When Constabulary’s Duty’s to be done

BY TONY BOUZA

Gilbert and Sullivan had it right—A policeman’s (today’s grammarians would insist on an androgynous “police officer”—and be right) lot is not a happy one.
Cops shoot black males.  Riots explode.  The Criminal Justice System contorts itself and produces grotesque outcomes.  The Dallas killing of five cops evokes memories of The Black Panthers and hints at nascent insurrection.  Where’s it going?

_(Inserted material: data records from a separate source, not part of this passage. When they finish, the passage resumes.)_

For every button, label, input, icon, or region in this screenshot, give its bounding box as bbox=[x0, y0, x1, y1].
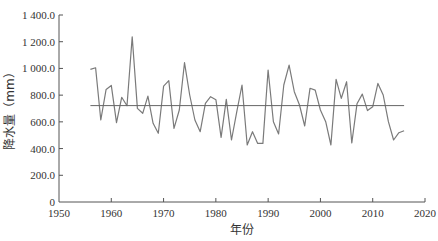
y-tick-label: 400.0 bbox=[30, 143, 55, 155]
y-tick-label: 1 400.0 bbox=[22, 9, 56, 21]
x-axis: 19501960197019801990200020102020 bbox=[48, 198, 437, 219]
y-tick-label: 1 000.0 bbox=[22, 62, 56, 74]
x-tick-label: 1960 bbox=[100, 207, 123, 219]
x-tick-label: 2000 bbox=[309, 207, 332, 219]
y-tick-label: 600.0 bbox=[30, 116, 55, 128]
y-axis: 0200.0400.0600.0800.01 000.01 200.01 400… bbox=[22, 9, 63, 208]
precipitation-line-chart: 0200.0400.0600.0800.01 000.01 200.01 400… bbox=[0, 0, 438, 241]
x-tick-label: 2020 bbox=[414, 207, 437, 219]
annual-precipitation-line bbox=[90, 37, 404, 145]
y-axis-title: 降水量（mm） bbox=[3, 66, 17, 149]
plot-area bbox=[90, 37, 404, 145]
x-tick-label: 1980 bbox=[205, 207, 228, 219]
x-tick-label: 1970 bbox=[153, 207, 176, 219]
y-tick-label: 800.0 bbox=[30, 89, 55, 101]
y-tick-label: 1 200.0 bbox=[22, 36, 56, 48]
x-tick-label: 2010 bbox=[362, 207, 385, 219]
x-axis-title: 年份 bbox=[230, 223, 254, 237]
x-tick-label: 1950 bbox=[48, 207, 71, 219]
y-tick-label: 200.0 bbox=[30, 169, 55, 181]
x-tick-label: 1990 bbox=[257, 207, 280, 219]
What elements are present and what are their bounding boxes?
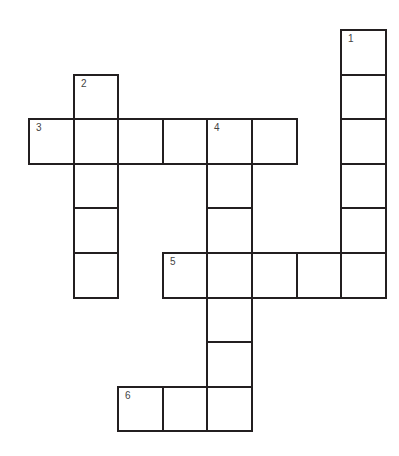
crossword-cell[interactable] (162, 386, 208, 432)
crossword-cell[interactable] (73, 118, 119, 165)
crossword-cell[interactable] (251, 118, 298, 165)
crossword-cell[interactable] (206, 341, 253, 388)
clue-number: 4 (214, 123, 220, 133)
crossword-cell[interactable] (73, 207, 119, 254)
crossword-cell[interactable]: 3 (28, 118, 75, 165)
crossword-cell[interactable] (206, 297, 253, 343)
crossword-cell[interactable] (340, 118, 387, 165)
crossword-cell[interactable]: 4 (206, 118, 253, 165)
clue-number: 6 (125, 391, 131, 401)
crossword-cell[interactable] (73, 163, 119, 209)
crossword-cell[interactable] (162, 118, 208, 165)
crossword-grid: 123456 (0, 0, 399, 456)
clue-number: 5 (170, 257, 176, 267)
crossword-cell[interactable]: 2 (73, 74, 119, 120)
crossword-cell[interactable] (206, 386, 253, 432)
crossword-cell[interactable]: 5 (162, 252, 208, 299)
crossword-cell[interactable] (206, 207, 253, 254)
crossword-cell[interactable] (251, 252, 298, 299)
crossword-cell[interactable] (340, 207, 387, 254)
crossword-cell[interactable] (73, 252, 119, 299)
clue-number: 1 (348, 34, 354, 44)
crossword-cell[interactable] (340, 252, 387, 299)
crossword-cell[interactable] (117, 118, 164, 165)
crossword-cell[interactable] (206, 252, 253, 299)
crossword-cell[interactable]: 1 (340, 29, 387, 76)
clue-number: 3 (36, 123, 42, 133)
crossword-cell[interactable] (340, 163, 387, 209)
crossword-cell[interactable] (296, 252, 342, 299)
crossword-cell[interactable] (340, 74, 387, 120)
crossword-cell[interactable]: 6 (117, 386, 164, 432)
crossword-cell[interactable] (206, 163, 253, 209)
clue-number: 2 (81, 79, 87, 89)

No one can tell—but we can look at harbingers and take a couple of sensible guesses.
The prophets?
Rappers, mainly.  As usual look to the artists to define the age.
What do they speak to?
A quarter of a millennium of slavery.
A century of Jim Crow.
Decades of segregation.
And now?
Incarceration.
By any measure—jobs, education, income and prison population—America’s blacks are excluded from mainstream life—where you and I live.  Drive up and down this nation’s Division Streets (Chicago’s aptly named black ghetto) and you’ll see black males, hanging out with no place to go.  Trump’s uneducated, white, male, lower-class voters are determined to keep their feet firmly planted on black necks.
Has there been progress?
Oh, how we love to remind ourselves of the Blacks’ March to Equality.
Really?
Gunnar Myrdal’s “An American Dilemma” had—and still has—it right—our biggest challenge is “the Negro problem.”  Written in 1944!
Roe v. Wade was a big help, in 1973—a peace dividend proffered by the great Minnesotan Harry Blackman [of the Supreme Court].  It reduced the population of black males and resulted in a big drop in street crime 17 years after its declaration.

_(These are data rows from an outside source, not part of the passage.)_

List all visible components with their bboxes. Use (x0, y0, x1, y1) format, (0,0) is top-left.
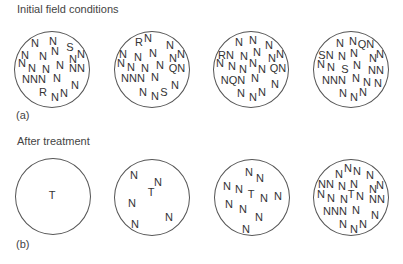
plant-symbol: N (258, 64, 266, 75)
plant-symbol: N (338, 181, 346, 192)
plant-symbol: N (359, 87, 367, 98)
heading-initial-field-conditions: Initial field conditions (17, 3, 119, 15)
plant-symbol: N (249, 58, 257, 69)
plant-symbol: N (31, 38, 39, 49)
plant-symbol: N (349, 36, 357, 47)
plant-symbol: N (71, 80, 79, 91)
plant-symbol: N (352, 205, 360, 216)
plant-symbol: NNN (323, 206, 347, 217)
plant-symbol: NNN (121, 73, 145, 84)
plant-symbol: T (148, 187, 155, 198)
plant-symbol: N (239, 204, 247, 215)
plant-symbol: N (60, 88, 68, 99)
plant-symbol: N (171, 80, 179, 91)
plant-symbol: N (317, 189, 325, 200)
plant-symbol: N (151, 72, 159, 83)
plant-symbol: N (53, 73, 61, 84)
plant-symbol: N (339, 219, 347, 230)
plant-symbol: N (350, 48, 358, 59)
plant-symbol: N (317, 59, 325, 70)
plant-symbol: N (235, 184, 243, 195)
plant-symbol: N (165, 212, 173, 223)
plant-symbol: N (256, 173, 264, 184)
plant-symbol: QN (358, 39, 375, 50)
plant-symbol: N (271, 79, 279, 90)
plant-symbol: R (135, 37, 143, 48)
plant-symbol: N (339, 88, 347, 99)
plant-symbol: S (66, 42, 73, 53)
plant-symbol: N (327, 193, 335, 204)
plant-symbol: N (260, 193, 268, 204)
plant-symbol: QN (270, 63, 287, 74)
plant-symbol: NQN (221, 75, 245, 86)
plant-symbol: N (177, 49, 185, 60)
plant-symbol: N (335, 169, 343, 180)
plant-symbol: N (350, 92, 358, 103)
plant-symbol: N (151, 91, 159, 102)
plant-symbol: S (160, 87, 167, 98)
plant-symbol: N (366, 170, 374, 181)
plant-symbol: N (235, 37, 243, 48)
plant-symbol: N (359, 219, 367, 230)
plant-symbol: R (39, 87, 47, 98)
plant-symbol: N (228, 61, 236, 72)
plant-symbol: N (276, 49, 284, 60)
plant-symbol: N (249, 35, 257, 46)
plant-symbol: N (77, 49, 85, 60)
plant-symbol: NNN (22, 74, 46, 85)
plant-symbol: T (49, 190, 56, 201)
plant-symbol: N (265, 40, 273, 51)
plant-symbol: N (251, 73, 259, 84)
plant-symbol: N (258, 87, 266, 98)
plant-symbol: N (352, 73, 360, 84)
plant-symbol: N (128, 198, 136, 209)
plant-symbol: N (156, 60, 164, 71)
plant-symbol: N (56, 60, 64, 71)
plant-symbol: N (353, 60, 361, 71)
plant-symbol: N (139, 87, 147, 98)
plant-symbol: QN (169, 63, 186, 74)
plant-symbol: N (117, 58, 125, 69)
plant-symbol: N (249, 92, 257, 103)
plant-symbol: N (223, 181, 231, 192)
plant-symbol: N (356, 191, 364, 202)
plant-symbol: N (344, 163, 352, 174)
panel-b-field-circle-2 (114, 159, 190, 236)
plant-symbol: N (245, 167, 253, 178)
plant-symbol: N (225, 199, 233, 210)
plant-symbol: N (336, 38, 344, 49)
plant-symbol: N (376, 180, 384, 191)
panel-label-a: (a) (16, 109, 29, 121)
plant-symbol: N (39, 51, 47, 62)
plant-symbol: N (130, 170, 138, 181)
plant-symbol: N (166, 40, 174, 51)
plant-symbol: N (144, 33, 152, 44)
plant-symbol: NN (368, 65, 384, 76)
plant-symbol: N (371, 210, 379, 221)
plant-symbol: N (131, 219, 139, 230)
plant-symbol: N (353, 166, 361, 177)
plant-symbol: N (327, 62, 335, 73)
plant-symbol: T (248, 189, 255, 200)
panel-label-b: (b) (16, 238, 29, 250)
plant-symbol: N (242, 224, 250, 235)
plant-symbol: N (237, 88, 245, 99)
plant-symbol: T (348, 189, 355, 200)
plant-symbol: N (350, 224, 358, 235)
plant-symbol: N (374, 78, 382, 89)
plant-symbol: N (338, 51, 346, 62)
plant-symbol: N (18, 58, 26, 69)
plant-symbol: N (51, 92, 59, 103)
plant-symbol: N (51, 46, 59, 57)
plant-symbol: N (149, 48, 157, 59)
plant-symbol: N (274, 191, 282, 202)
plant-symbol: N (216, 58, 224, 69)
plant-symbol: NNN (322, 75, 346, 86)
plant-symbol: N (240, 51, 248, 62)
plant-symbol: NN (69, 63, 85, 74)
plant-symbol: N (255, 212, 263, 223)
plant-symbol: N (376, 49, 384, 60)
plant-symbol: NN (369, 194, 385, 205)
plant-symbol: N (154, 177, 162, 188)
heading-after-treatment: After treatment (17, 135, 90, 147)
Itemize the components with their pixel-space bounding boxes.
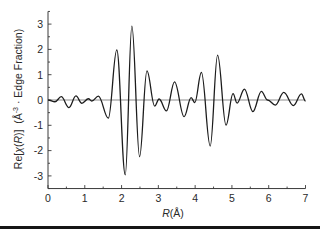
bottom-rule-divider <box>0 226 320 229</box>
x-tick-label: 0 <box>45 192 51 204</box>
exafs-plot: 01234567 -3-2-10123 R(Å) Re[χ(R)] (Å-3 ·… <box>0 0 320 234</box>
y-tick-label: -3 <box>34 170 43 182</box>
ylabel-part: · Edge Fraction) <box>12 29 24 107</box>
x-tick-label: 3 <box>155 192 161 204</box>
x-tick-label: 1 <box>82 192 88 204</box>
ylabel-part: Re[ <box>12 153 24 169</box>
y-tick-label: 0 <box>37 94 43 106</box>
x-tick-label: 4 <box>192 192 198 204</box>
y-tick-label: 3 <box>37 18 43 30</box>
data-series <box>48 26 306 175</box>
y-tick-label: -1 <box>34 119 43 131</box>
xlabel-part: (Å) <box>170 207 184 219</box>
chart-figure: 01234567 -3-2-10123 R(Å) Re[χ(R)] (Å-3 ·… <box>0 0 320 234</box>
x-tick-label: 5 <box>229 192 235 204</box>
y-tick-label: 2 <box>37 43 43 55</box>
y-tick-labels: -3-2-10123 <box>34 18 44 182</box>
x-tick-label: 6 <box>266 192 272 204</box>
x-tick-label: 2 <box>119 192 125 204</box>
ylabel-part: (Å <box>12 113 24 129</box>
y-axis-title: Re[χ(R)] (Å-3 · Edge Fraction) <box>12 29 24 169</box>
y-tick-label: -2 <box>34 144 43 156</box>
y-tick-label: 1 <box>37 69 43 81</box>
re-chi-r-curve <box>48 26 306 175</box>
x-tick-label: 7 <box>303 192 309 204</box>
x-axis-title: R(Å) <box>162 207 184 219</box>
x-tick-labels: 01234567 <box>45 192 309 204</box>
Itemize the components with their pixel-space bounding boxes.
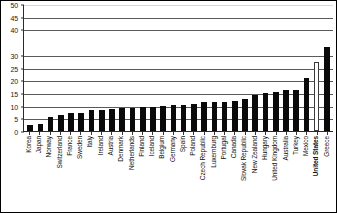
bar[interactable] [191,104,197,131]
x-axis-tick-label: Ireland [98,136,105,155]
bar-series [24,5,333,131]
bar[interactable] [150,107,156,131]
x-axis-label-slot: Denmark [116,132,126,212]
x-axis-tick-mark [286,132,287,135]
x-axis-tick-label: Czech Republic [200,136,207,180]
bar[interactable] [78,113,84,131]
bar-slot [117,5,127,131]
x-axis-tick-label: Korea [26,136,33,153]
bar[interactable] [293,90,299,131]
x-axis-tick-label: Switzerland [57,136,64,169]
bar[interactable] [232,101,238,131]
x-axis-label-slot: France [65,132,75,212]
bar-slot [250,5,260,131]
bar-slot [45,5,55,131]
x-axis-label-slot: Germany [168,132,178,212]
x-axis-tick-label: Canada [231,136,238,158]
bar-slot [209,5,219,131]
x-axis-label-slot: Norway [45,132,55,212]
x-axis-label-slot: Czech Republic [199,132,209,212]
y-axis-tick-label: 20 [11,78,18,85]
bar[interactable] [273,92,279,131]
x-axis-tick-mark [255,132,256,135]
bar-slot [148,5,158,131]
x-axis-tick-label: Slovak Republic [241,136,248,181]
bar-slot [301,5,311,131]
bar[interactable] [130,108,136,131]
x-axis-label-slot: Canada [229,132,239,212]
x-axis-tick-mark [29,132,30,135]
x-axis-tick-mark [132,132,133,135]
bar[interactable] [140,107,146,131]
bar-slot [240,5,250,131]
x-axis-labels: KoreaJapanNorwaySwitzerlandFranceSwedenI… [23,132,333,212]
x-axis-label-slot: Australia [281,132,291,212]
bar[interactable] [119,108,125,131]
bar-slot [271,5,281,131]
bar-slot [291,5,301,131]
bar-slot [25,5,35,131]
x-axis-label-slot: Switzerland [55,132,65,212]
bar[interactable] [324,47,330,131]
bar[interactable] [109,109,115,131]
x-axis-label-slot: Luxemburg [209,132,219,212]
bar-slot [35,5,45,131]
x-axis-tick-label: Germany [170,136,177,162]
bar[interactable] [89,110,95,131]
bar[interactable] [68,113,74,131]
bar[interactable] [263,93,269,131]
x-axis-tick-label: Austria [108,136,115,156]
x-axis-tick-mark [142,132,143,135]
plot-area [23,5,333,132]
x-axis-tick-mark [122,132,123,135]
bar-united-states[interactable] [314,62,320,131]
x-axis-label-slot: Turkey [291,132,301,212]
x-axis-tick-label: New Zealand [252,136,259,173]
x-axis-tick-mark [39,132,40,135]
bar[interactable] [38,124,44,131]
x-axis-tick-mark [234,132,235,135]
bar[interactable] [48,117,54,131]
bar[interactable] [222,102,228,131]
x-axis-tick-mark [224,132,225,135]
x-axis-tick-mark [204,132,205,135]
bar-slot [86,5,96,131]
x-axis-tick-mark [173,132,174,135]
bar-slot [127,5,137,131]
bar[interactable] [304,78,310,131]
x-axis-label-slot: Austria [106,132,116,212]
x-axis-tick-label: Greece [324,136,331,157]
x-axis-tick-label: Denmark [118,136,125,162]
bar[interactable] [58,115,64,131]
x-axis-tick-mark [214,132,215,135]
x-axis-label-slot: Slovak Republic [240,132,250,212]
bar[interactable] [212,102,218,131]
bar[interactable] [171,105,177,131]
x-axis-tick-mark [183,132,184,135]
x-axis-label-slot: Portugal [219,132,229,212]
x-axis-label-slot: Iceland [147,132,157,212]
x-axis-tick-label: Luxemburg [211,136,218,168]
x-axis-tick-label: Mexico [303,136,310,156]
x-axis-tick-label: United Kingdom [272,136,279,181]
y-axis-tick-label: 45 [11,14,18,21]
bar-slot [230,5,240,131]
x-axis-tick-mark [296,132,297,135]
bar[interactable] [201,102,207,131]
bar[interactable] [181,105,187,131]
x-axis-tick-mark [276,132,277,135]
bar[interactable] [283,90,289,131]
bar[interactable] [242,99,248,131]
x-axis-tick-label: Belgium [159,136,166,159]
bar[interactable] [27,125,33,131]
x-axis-tick-label: Australia [283,136,290,160]
y-axis-tick-label: 0 [14,129,18,136]
y-axis-tick-label: 25 [11,65,18,72]
x-axis-tick-mark [317,132,318,135]
bar[interactable] [160,106,166,131]
bar[interactable] [99,110,105,131]
bar[interactable] [252,95,258,131]
x-axis-tick-label: Finland [139,136,146,157]
x-axis-tick-label: Norway [46,136,53,157]
y-axis-tick-label: 15 [11,90,18,97]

It seems beyond us to do the right thing when it comes to race.  And even our President doesn’t seem to get it—witness his comments on the July 2016 shootings and his reaction to the abuse of a Harvard prof (black male) by a white police sergeant.  Obama invited them to a kumbaya moment in the White House and turned the abusive cop into a big hero to his colleagues.  He’d put an uppity black in his place!

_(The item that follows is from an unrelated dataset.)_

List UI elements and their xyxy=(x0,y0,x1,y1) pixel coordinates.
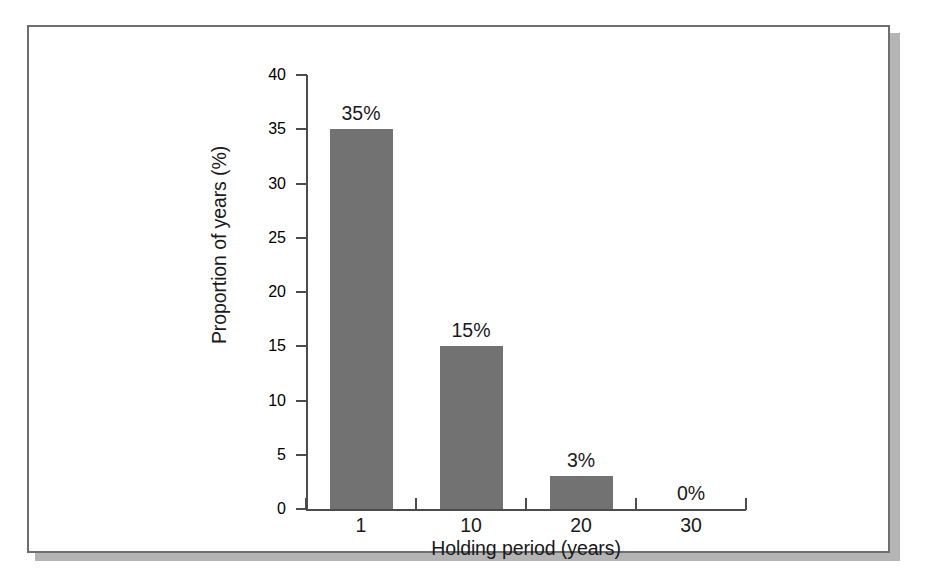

Our Governor Dayton had it heroically right when he said, of a black male shot dead by a cop, that he’d “be alive today if he’d been white.”
Brave words.
And on and on.
Doing the right and decent thing eludes us.
People ask me—to cite G and S again—What’s to be Done?
The issue transcends police-black male relations.
The issue is racism.
I want President Obama to convene a national commission on race.  This should generate a desperately needed debate.  The Veep could chair it if we can deflect him from attending weddings and funerals.
So, to those asking, this geezer’s suggestion is to generate debate.